To what extent even the more intelligent trade-union leaders felt true comradeship for their women co-workers it is difficult to say. The underlying thought may often have been that safety for the man lay in his insisting upon just and even favorable conditions for women. Even under conditions of nominal equality the woman was so often handicapped by her physique, by the difficulty she experienced in obtaining thorough training, and by the additional claims of her home, that the men must have felt they were likely to keep their hold on the best positions anyhow, and perhaps all the more readily with the union exacting identical standards of accomplishment from all workers, while at the same time claiming for all identical standards of wages.
There is certainly something of this idea in the plan outlined by President Strasser of the International Cigar-makers, and he represented the advance guard of his generation, in his annual report in the year 1879.
“We cannot drive the females out of the trade but we can restrict this daily quota of labor through factory laws. No girl under eighteen should be employed more than eight hours per day; all overwork should be prohibited; while married women should be kept out of factories at least six weeks before and six weeks after confinement.”
But it is a man’s way out, after all, and it is the man’s way still. There is the same readiness shown today to save the woman from overwork before and after confinement, although she may be thereby at the same time deprived of the means of support, while there is no hint of any provision for either herself or the baby, not to speak of other children who may be dependent upon her. In many quarters today there is the same willingness to stand for equal pay, but very little anxiety to see that the young girl worker be as well trained as the boy, in order that the girl may be able with reason and justice to demand the same wage from an employer.
II
WOMEN IN THE KNIGHTS OF LABOR
So little trace is left in the world of organized labor today of that short-lived body, the Knights of Labor, that it might be thought worthy of but slight notice in any general review.
But women have peculiar reason to remember the Knights, and to be grateful to them, for they were the first large national organization to which women were admitted on terms of equality with men, and in the work of the organization itself, they played an active and a notable part.
From the year 1869 till 1878 the Knights of Labor existed as a secret order, having for its aim the improvement of living conditions. Its philosophy and its policy were well expressed in the motto, taken from the maxims of Solon, the Greek lawgiver: “That is the most perfect government in which an injury to one is the concern of all.”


WORK INSTRUCTION: Each of the records that follow needs an exact reproduction.

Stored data

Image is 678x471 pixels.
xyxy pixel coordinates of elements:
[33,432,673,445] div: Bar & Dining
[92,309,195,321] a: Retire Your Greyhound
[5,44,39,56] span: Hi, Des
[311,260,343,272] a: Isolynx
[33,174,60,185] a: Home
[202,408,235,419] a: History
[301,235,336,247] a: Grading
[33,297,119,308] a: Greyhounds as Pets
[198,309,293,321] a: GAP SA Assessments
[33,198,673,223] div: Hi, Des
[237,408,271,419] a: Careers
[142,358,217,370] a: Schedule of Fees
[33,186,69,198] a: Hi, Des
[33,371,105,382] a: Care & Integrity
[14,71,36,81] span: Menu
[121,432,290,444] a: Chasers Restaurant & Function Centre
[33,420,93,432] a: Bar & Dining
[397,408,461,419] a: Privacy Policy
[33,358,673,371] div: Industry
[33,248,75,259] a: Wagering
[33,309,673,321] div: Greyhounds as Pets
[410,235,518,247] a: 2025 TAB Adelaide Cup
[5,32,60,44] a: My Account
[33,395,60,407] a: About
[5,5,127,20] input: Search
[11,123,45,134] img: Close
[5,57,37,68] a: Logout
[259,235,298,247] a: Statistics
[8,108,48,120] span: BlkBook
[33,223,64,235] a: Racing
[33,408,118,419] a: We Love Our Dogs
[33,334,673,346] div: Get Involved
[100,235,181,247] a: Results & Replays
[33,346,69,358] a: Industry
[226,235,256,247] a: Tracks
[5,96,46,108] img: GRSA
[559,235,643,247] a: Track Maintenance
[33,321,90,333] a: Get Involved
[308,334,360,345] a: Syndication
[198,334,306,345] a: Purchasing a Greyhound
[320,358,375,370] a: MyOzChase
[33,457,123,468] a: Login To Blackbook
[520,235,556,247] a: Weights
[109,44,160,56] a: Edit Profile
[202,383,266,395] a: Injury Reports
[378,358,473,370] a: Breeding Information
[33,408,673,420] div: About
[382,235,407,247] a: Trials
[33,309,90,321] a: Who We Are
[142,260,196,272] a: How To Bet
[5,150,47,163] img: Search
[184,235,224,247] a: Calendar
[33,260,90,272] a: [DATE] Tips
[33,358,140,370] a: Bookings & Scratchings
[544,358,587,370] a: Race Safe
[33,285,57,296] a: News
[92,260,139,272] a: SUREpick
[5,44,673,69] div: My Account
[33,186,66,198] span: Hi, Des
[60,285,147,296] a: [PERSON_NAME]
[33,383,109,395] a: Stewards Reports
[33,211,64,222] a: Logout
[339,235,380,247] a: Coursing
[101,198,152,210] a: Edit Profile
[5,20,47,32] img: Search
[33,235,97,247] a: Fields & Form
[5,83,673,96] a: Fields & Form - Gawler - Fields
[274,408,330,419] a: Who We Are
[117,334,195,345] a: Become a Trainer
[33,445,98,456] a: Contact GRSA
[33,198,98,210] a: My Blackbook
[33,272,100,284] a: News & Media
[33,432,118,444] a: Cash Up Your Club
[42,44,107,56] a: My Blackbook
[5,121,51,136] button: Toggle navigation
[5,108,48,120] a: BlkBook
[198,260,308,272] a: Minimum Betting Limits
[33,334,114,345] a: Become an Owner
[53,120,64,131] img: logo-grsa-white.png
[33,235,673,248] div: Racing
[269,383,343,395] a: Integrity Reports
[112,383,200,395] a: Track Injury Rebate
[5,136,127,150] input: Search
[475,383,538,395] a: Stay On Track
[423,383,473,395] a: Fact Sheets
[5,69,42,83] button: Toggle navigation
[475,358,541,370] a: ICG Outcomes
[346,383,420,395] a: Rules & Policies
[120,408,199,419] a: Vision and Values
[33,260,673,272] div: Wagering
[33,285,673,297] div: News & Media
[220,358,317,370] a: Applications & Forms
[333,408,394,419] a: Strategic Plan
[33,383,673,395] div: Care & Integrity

SOLUTION FOR THIS PROBLEM:
Image is 678x471 pixels.
xyxy pixel coordinates of elements:
[33,432,673,445] div: Bar & Dining
[92,309,195,321] a: Retire Your Greyhound
[5,44,39,56] span: Hi, Des
[311,260,343,272] a: Isolynx
[33,174,60,185] a: Home
[202,408,235,419] a: History
[301,235,336,247] a: Grading
[33,297,119,308] a: Greyhounds as Pets
[198,309,293,321] a: GAP SA Assessments
[33,198,673,223] div: Hi, Des
[237,408,271,419] a: Careers
[142,358,217,370] a: Schedule of Fees
[33,186,69,198] a: Hi, Des
[33,371,105,382] a: Care & Integrity
[14,71,36,81] span: Menu
[121,432,290,444] a: Chasers Restaurant & Function Centre
[33,420,93,432] a: Bar & Dining
[397,408,461,419] a: Privacy Policy
[33,358,673,371] div: Industry
[33,248,75,259] a: Wagering
[33,309,673,321] div: Greyhounds as Pets
[410,235,518,247] a: 2025 TAB Adelaide Cup
[5,32,60,44] a: My Account
[33,395,60,407] a: About
[5,5,127,20] input: Search
[11,123,45,134] img: Close
[5,57,37,68] a: Logout
[259,235,298,247] a: Statistics
[8,108,48,120] span: BlkBook
[33,223,64,235] a: Racing
[33,408,118,419] a: We Love Our Dogs
[33,334,673,346] div: Get Involved
[100,235,181,247] a: Results & Replays
[33,346,69,358] a: Industry
[226,235,256,247] a: Tracks
[5,96,46,108] img: GRSA
[559,235,643,247] a: Track Maintenance
[33,321,90,333] a: Get Involved
[308,334,360,345] a: Syndication
[198,334,306,345] a: Purchasing a Greyhound
[320,358,375,370] a: MyOzChase
[33,457,123,468] a: Login To Blackbook
[520,235,556,247] a: Weights
[109,44,160,56] a: Edit Profile
[202,383,266,395] a: Injury Reports
[378,358,473,370] a: Breeding Information
[33,408,673,420] div: About
[382,235,407,247] a: Trials
[33,309,90,321] a: Who We Are
[142,260,196,272] a: How To Bet
[5,150,47,163] img: Search
[184,235,224,247] a: Calendar
[33,260,90,272] a: [DATE] Tips
[33,358,140,370] a: Bookings & Scratchings
[544,358,587,370] a: Race Safe
[33,285,57,296] a: News
[92,260,139,272] a: SUREpick
[5,44,673,69] div: My Account
[33,186,66,198] span: Hi, Des
[60,285,147,296] a: [PERSON_NAME]
[33,383,109,395] a: Stewards Reports
[33,211,64,222] a: Logout
[339,235,380,247] a: Coursing
[101,198,152,210] a: Edit Profile
[5,20,47,32] img: Search
[33,235,97,247] a: Fields & Form
[5,83,673,96] a: Fields & Form - Gawler - Fields
[274,408,330,419] a: Who We Are
[117,334,195,345] a: Become a Trainer
[33,445,98,456] a: Contact GRSA
[33,198,98,210] a: My Blackbook
[33,272,100,284] a: News & Media
[33,432,118,444] a: Cash Up Your Club
[42,44,107,56] a: My Blackbook
[5,121,51,136] button: Toggle navigation
[5,108,48,120] a: BlkBook
[198,260,308,272] a: Minimum Betting Limits
[33,334,114,345] a: Become an Owner
[53,120,64,131] img: logo-grsa-white.png
[33,235,673,248] div: Racing
[269,383,343,395] a: Integrity Reports
[112,383,200,395] a: Track Injury Rebate
[5,136,127,150] input: Search
[475,383,538,395] a: Stay On Track
[423,383,473,395] a: Fact Sheets
[5,69,42,83] button: Toggle navigation
[475,358,541,370] a: ICG Outcomes
[346,383,420,395] a: Rules & Policies
[120,408,199,419] a: Vision and Values
[33,260,673,272] div: Wagering
[33,285,673,297] div: News & Media
[220,358,317,370] a: Applications & Forms
[333,408,394,419] a: Strategic Plan
[33,383,673,395] div: Care & Integrity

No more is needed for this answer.